Sister Bernadette: Cowboy Nun from Texas by Mary Bernadette Muller and Elizabeth Harper Neeld

By association Texas and cowboys go together. But a cowboy nun? A nun living a contemplative life in the midst of a bustling horse ranch? In the midst of running a thriving business? But this is the least of the surprises. For there is little that is ordinary about the life of this 72-year-old abbess of a cloistered monastery in Brenham, Texas, who drives a pick-up truck, raises and trains world-class miniature horses, and plays a mean blues saxophone—all the while providing spiritual and physical support for the sisters under her care and carrying out her own full-time occupation of contemplative prayer.

From being the target of smugglers at the Mexican border…to holding off looters after a hurricane…to finding a way, against all odds, to help a group of Cuban nuns rebuild their community in America after they escaped from Havana when revolutionary soldiers forced their way into the monastery, killed the gardener, and took over the sisters’ quarters…Sister Bernadette: Cowboy Nun from Texas chronicles these and dozens of other spellbinding tales. A story of dramatic surprises, heartbreaking circumstances, hilarious incidents, and mystical moments.

Finding a way for Poor Clare nuns from Havana, Cuba, to re-establish their foundation in the United States following the invasion of their monastery in Cuba by Castro Revolutionaries was a huge challenge for Sister Bernadette, the American nun assigned to help the Cuban sisters. Her efforts resulted in the establishing of a miniature horse ranch in Texas where she bred and sold world-class miniature horses. This episode in the life of Bernadette brings laughter, tears, hope, and pure, unadulterated joy.

Quality Paperback. ISBN: 0-937897-98-1 Dimensions in inches: 0.65 x 9.0 x 6.0 61 b/w photographs. 242 pages.

About the Author

In the introduction to Sister Bernadette: Cowboy Nun From Texas, Sister Kathleen Francis Honc, O. S. F. writes of Mary Bernadette Muller: “At one of the recent American Miniature Horse Shows, Sister Mary Bernadette Muller received an unprecedented honor. Contemporaries in the miniature horse world gathered from all over the United States to name Sister Bernadette The First Lady of The American Miniature Horse Industry! Testimonial letters acclaimed the “Cowboy Nun from Texas”: her knowledge of miniature horses, her skill at operating a successful horse breeding and training ranch, her prowess as a business woman, her dedication and enthusiasm for the miniature horse industry. These same testimonial letters also acclaimed Sister Bernadette as a woman of God with values of prayer, sacrifice, humility, and poverty, as well as a woman whose joyful love of God shows itself in her every act and word….”

cowboynunMary Bernadette Muller was born in 1925 in Northfield, New Jersey. She became a nun at age sixteen, studied music professionally and then taught music for many years, played the organ for the first televised mass in America. After experiencing at age 30 a “dark night of the soul,” Sister Bernadette left the teaching order of Franciscans and became a cloistered nun in the Poor Clare order in New Orleans. There she was put in charge of a group of Cuban nuns who had escaped to America when their monastery in Havana was invaded by revolutionary soldiers. She and the Cuban sisters moved to Corpus Christi (a name the immigrant sisters could speak when they saw it on the map). There began a saga of hilarious, serious, unpredictable, and even miraculous incidents which continued for decades in Corpus and then in Brenham when the sisters moved there and built a new monastery.

cowboy nungSister Bernadette died of cancer in 1995 just days after planning and hosting a national show for miniature horses. The work of the Monastery of St. Clare continues under the able direction of Abbess Sister Angela in Brenham, Texas.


TASK DIRECTIONS:
Leaving out the pictures, transcribe all of the records faithfully.

ENTRIES PROVIDED:
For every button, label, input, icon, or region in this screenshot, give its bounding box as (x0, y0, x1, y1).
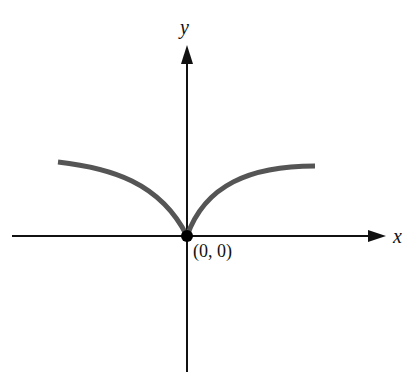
origin-label: (0, 0) (193, 241, 232, 262)
graph-canvas: x y (0, 0) (0, 0, 417, 384)
origin-point (181, 230, 193, 242)
y-axis-arrow-icon (181, 45, 193, 64)
x-axis-label: x (392, 225, 402, 247)
curve-left (58, 162, 187, 236)
x-axis-arrow-icon (368, 230, 386, 242)
curve-right (187, 166, 315, 236)
y-axis-label: y (178, 16, 189, 39)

TASK OUTPUT:
For every button, label, input, icon, or region in this screenshot, give its bounding box as (x0, y0, x1, y1).
origin-label: (0, 0) (193, 241, 232, 262)
graph-canvas: x y (0, 0) (0, 0, 417, 384)
origin-point (181, 230, 193, 242)
y-axis-arrow-icon (181, 45, 193, 64)
x-axis-label: x (392, 225, 402, 247)
curve-left (58, 162, 187, 236)
x-axis-arrow-icon (368, 230, 386, 242)
curve-right (187, 166, 315, 236)
y-axis-label: y (178, 16, 189, 39)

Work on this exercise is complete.